Plex App advertises itself with an FQDN, but then treats that FQDN as Non-Local

I have a machine that I’ve used for years, from way back in the early FreeNAS era up until 13.0-U6.8.

Recently, I’ve updated it, step-by-step, to 25.04.2.4. It’s working great, except for a problem with Plex.

I realized that, by leaving the 13.0 world behind, my iocage-based Plex environment would be nuked, but I figured I’d just pick up the pieces afterwards.

And to a large extent it’s gone fine. Within about 15 minutes, I had my media dataset wired into the Plex app; it can see all my stuff, I can drop new stuff in there, and it all shows up.

But I can’t play anything.

Let’s say I’m on my Mac, called pigdog.homenet.ecb (my home domain is “homenet.ecb”). I point my browser at server.homenet.ecb:32400, and Plex’s interface comes up and looks perfect. However, when I try to play a show, I’ll get a pop-up from Plex telling me I need a “remote watch pass”.

The same thing happens with my Roku box (which is roku.homenet.ecb): I can see all my stuff, but if I try to play something, I’ll get that same “remote watch pass” pop-up.

After digging around in Plex, I was looking at its console and came across the following log entry:

Request came in with unrecognized domain / IP ‘server.homenet.ecb’ in header Host; treating as non-local

On a hunch, I then pointed my browser at 192.168.100.252:32400 (that’s the IP for server.homenet.ecb), and I can play stuff with no problems.

On the Roku, I found that I could add a “manual connection” to 192.168.100.252:32400; when I do that, I can also see–and play–everything Plex is serving.

But this is a kludge, particularly since Plex (the company) will happily reference the “supposedly non-local and non-playable” server.homenet.ecb:32400, which my Roku will dutifully show me preferentially over the manually-connected 192.168.100.252:32400.

All this used to work using only server.homenet.ecb:32400 from any machine on my home network. Even browsing to Plex’s site (plex.tv) from a machine on my network and using the “Open Plex” button would bring up a fully-functional view of server.homenet.ecb:32400.

I added “server.homenet.ecb” to Plex’s “Local Networks” list in its configuration, but that didn’t work.

As I’m typing this, I just realized that, no matter what system I’m attempting to connect to server.homenet.ecb:32400 from, Plex’s console always logs the request coming in as server.homenet.ecb. Shouldn’t I see either the FQDN (or at least the IP) of the requesting system?

If anyone could shed some light on this (or even just ask me questions that’ll help me figure it out myself), I’d greatly appreciate it.

Just wanted to post a quick update to close out this thread.

I’ve decided to just access it via IP address.

I’m annoyed that something that “just worked” under the FreeBSD-based TrueNAS line has proven to be either something that’s no longer possible or, more likely, something that’s possible, but only under some permutation of settings across Plex Media Server, Docker, TrueNAS, and plex.tv that I’ve not discovered.

I had this problem as well, after pulling half my hair out I found the solution. To trick the plex into ‘recognizing’ the domain… the domain plex.domain.tld needs to be set as the shortname in the container or vm hosting the plex, and it works!

Thanks for your response! I want to make sure I’m completely understanding what you’re saying. Where you typed “…the domain plex.domain.tld”, what do you mean, exactly? Do you mean the fully-qualified domain name for the machine running my server (in my case, that would be “server.homenet.ecb”), or do you mean something else?

Yes, in your case server.homenet.ecb domain the shortname would be ‘server’ so when the Plex is Authenticating its lookup is searching for server.homenet.ecb which it sees as unrecognized but ‘server’ is recognized as it is the host itself. So if you can change the shortname to match the fqdn such as server.homenet.ecb.homenet.ecb where the shortname covers the full fqdn as ‘server.homenet.ecb’ this will trick the Plex into recognizing the fqdn. Hope that makes sense. Although I’m not using a TrueNAS and using a proxmox container I think it’s all the same. If the hostname shortname matches your set fqdn the Plex will recognize it during authentication

Thanks for the clarification; I’ll give it a try.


» **Exercise aim**
In the material below, find every line containing the string "Status" and return it.
(Study material Opens)
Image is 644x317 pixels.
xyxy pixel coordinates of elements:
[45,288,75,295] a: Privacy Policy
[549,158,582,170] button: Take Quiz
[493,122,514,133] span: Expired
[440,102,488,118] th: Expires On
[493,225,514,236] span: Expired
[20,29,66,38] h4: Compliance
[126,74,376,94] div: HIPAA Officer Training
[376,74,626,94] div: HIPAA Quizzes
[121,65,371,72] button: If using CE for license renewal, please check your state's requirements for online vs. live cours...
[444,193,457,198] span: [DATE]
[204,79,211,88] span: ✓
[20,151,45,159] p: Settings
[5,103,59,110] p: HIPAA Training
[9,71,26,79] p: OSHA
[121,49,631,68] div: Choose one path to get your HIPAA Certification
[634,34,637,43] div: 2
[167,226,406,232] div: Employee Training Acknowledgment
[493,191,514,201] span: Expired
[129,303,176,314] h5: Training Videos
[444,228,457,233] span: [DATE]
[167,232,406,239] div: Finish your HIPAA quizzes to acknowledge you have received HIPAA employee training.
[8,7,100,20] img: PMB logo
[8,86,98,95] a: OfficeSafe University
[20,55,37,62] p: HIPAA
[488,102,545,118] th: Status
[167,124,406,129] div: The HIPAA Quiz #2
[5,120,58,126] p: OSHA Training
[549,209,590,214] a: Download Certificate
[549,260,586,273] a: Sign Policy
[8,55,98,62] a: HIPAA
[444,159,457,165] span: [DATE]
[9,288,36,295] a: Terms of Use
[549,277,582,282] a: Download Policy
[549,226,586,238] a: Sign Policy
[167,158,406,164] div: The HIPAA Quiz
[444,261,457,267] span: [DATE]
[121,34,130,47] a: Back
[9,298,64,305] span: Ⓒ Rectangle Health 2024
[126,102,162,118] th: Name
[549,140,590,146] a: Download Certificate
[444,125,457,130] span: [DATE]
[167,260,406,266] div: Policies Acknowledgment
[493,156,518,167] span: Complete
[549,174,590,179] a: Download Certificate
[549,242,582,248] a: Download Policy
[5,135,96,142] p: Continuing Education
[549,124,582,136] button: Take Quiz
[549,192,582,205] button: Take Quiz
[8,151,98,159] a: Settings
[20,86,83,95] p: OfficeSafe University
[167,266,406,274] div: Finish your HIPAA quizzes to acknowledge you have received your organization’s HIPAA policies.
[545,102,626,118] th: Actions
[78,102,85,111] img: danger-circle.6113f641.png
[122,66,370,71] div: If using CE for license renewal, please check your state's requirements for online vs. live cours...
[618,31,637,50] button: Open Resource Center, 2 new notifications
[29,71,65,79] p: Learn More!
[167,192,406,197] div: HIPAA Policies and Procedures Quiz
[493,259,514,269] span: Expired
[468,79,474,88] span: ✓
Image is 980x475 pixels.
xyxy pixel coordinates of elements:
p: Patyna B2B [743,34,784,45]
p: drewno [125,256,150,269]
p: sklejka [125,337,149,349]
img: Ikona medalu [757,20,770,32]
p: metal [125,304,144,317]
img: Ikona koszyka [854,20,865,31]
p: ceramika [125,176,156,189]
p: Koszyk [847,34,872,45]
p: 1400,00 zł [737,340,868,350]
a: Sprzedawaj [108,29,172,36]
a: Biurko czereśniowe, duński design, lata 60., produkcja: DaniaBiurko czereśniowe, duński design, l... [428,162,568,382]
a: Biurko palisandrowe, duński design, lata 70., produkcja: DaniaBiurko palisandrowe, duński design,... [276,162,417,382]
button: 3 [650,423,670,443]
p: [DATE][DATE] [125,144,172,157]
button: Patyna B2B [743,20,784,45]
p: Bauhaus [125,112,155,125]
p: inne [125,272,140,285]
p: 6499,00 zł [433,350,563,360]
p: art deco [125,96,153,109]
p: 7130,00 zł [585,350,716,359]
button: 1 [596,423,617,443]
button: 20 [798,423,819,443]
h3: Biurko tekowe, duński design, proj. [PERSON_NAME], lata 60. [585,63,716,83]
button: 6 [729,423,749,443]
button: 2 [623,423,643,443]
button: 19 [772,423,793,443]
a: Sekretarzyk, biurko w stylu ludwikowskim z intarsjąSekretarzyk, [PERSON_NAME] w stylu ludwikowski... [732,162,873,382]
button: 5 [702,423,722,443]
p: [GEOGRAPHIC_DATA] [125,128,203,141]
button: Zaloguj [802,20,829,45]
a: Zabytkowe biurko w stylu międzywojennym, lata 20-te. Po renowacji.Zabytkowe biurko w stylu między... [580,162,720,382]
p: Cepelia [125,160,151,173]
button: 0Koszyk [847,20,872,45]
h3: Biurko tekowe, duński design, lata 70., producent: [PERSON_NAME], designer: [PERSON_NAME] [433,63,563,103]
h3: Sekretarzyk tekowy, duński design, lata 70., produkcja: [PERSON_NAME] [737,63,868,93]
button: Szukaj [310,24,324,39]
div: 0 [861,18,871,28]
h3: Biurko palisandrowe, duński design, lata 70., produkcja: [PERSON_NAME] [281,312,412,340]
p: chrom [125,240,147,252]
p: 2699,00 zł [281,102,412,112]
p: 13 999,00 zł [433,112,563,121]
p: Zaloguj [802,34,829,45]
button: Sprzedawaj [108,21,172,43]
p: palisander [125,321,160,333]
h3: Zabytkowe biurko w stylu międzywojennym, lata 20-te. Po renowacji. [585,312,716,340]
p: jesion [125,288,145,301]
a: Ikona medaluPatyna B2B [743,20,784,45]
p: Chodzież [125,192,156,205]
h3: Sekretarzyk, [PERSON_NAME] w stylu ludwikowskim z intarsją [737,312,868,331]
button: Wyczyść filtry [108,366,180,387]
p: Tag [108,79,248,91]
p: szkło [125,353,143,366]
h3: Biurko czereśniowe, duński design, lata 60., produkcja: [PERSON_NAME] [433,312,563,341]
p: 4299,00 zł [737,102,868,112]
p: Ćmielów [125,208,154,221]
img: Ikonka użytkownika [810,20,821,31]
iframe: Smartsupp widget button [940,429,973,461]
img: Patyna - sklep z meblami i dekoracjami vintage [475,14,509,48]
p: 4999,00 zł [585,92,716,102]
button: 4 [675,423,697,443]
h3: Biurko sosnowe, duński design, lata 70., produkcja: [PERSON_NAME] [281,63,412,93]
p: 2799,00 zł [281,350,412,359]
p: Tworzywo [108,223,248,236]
(Study material Closes)
(Study material Opens)
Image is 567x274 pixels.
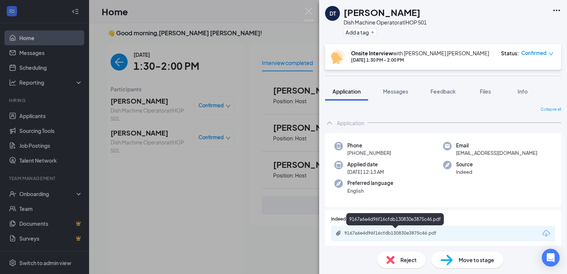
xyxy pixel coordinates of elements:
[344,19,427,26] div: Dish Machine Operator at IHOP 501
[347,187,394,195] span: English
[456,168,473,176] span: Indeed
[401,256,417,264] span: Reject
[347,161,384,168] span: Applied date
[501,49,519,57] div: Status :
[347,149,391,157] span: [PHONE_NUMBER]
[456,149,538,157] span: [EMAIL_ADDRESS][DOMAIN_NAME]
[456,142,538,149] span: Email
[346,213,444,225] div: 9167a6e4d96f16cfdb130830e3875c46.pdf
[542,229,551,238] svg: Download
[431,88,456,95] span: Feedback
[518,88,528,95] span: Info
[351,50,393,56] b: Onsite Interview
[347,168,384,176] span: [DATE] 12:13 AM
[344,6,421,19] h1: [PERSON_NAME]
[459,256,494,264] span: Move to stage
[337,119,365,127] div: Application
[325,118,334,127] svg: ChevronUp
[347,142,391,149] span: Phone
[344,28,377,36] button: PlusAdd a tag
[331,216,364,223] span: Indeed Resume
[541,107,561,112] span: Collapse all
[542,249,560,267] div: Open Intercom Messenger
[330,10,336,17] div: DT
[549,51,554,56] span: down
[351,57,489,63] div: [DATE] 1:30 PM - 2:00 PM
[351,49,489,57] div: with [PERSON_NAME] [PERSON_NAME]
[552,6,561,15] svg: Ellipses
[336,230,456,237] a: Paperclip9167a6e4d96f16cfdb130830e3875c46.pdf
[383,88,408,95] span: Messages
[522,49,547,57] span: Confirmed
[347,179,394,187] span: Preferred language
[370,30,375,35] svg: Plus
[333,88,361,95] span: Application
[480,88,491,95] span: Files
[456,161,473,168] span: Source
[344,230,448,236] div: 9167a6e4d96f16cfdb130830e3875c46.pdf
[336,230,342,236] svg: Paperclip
(Study material Closes)
» **Output below**
[488,102,545,118] th: Status
[501,49,519,57] div: Status :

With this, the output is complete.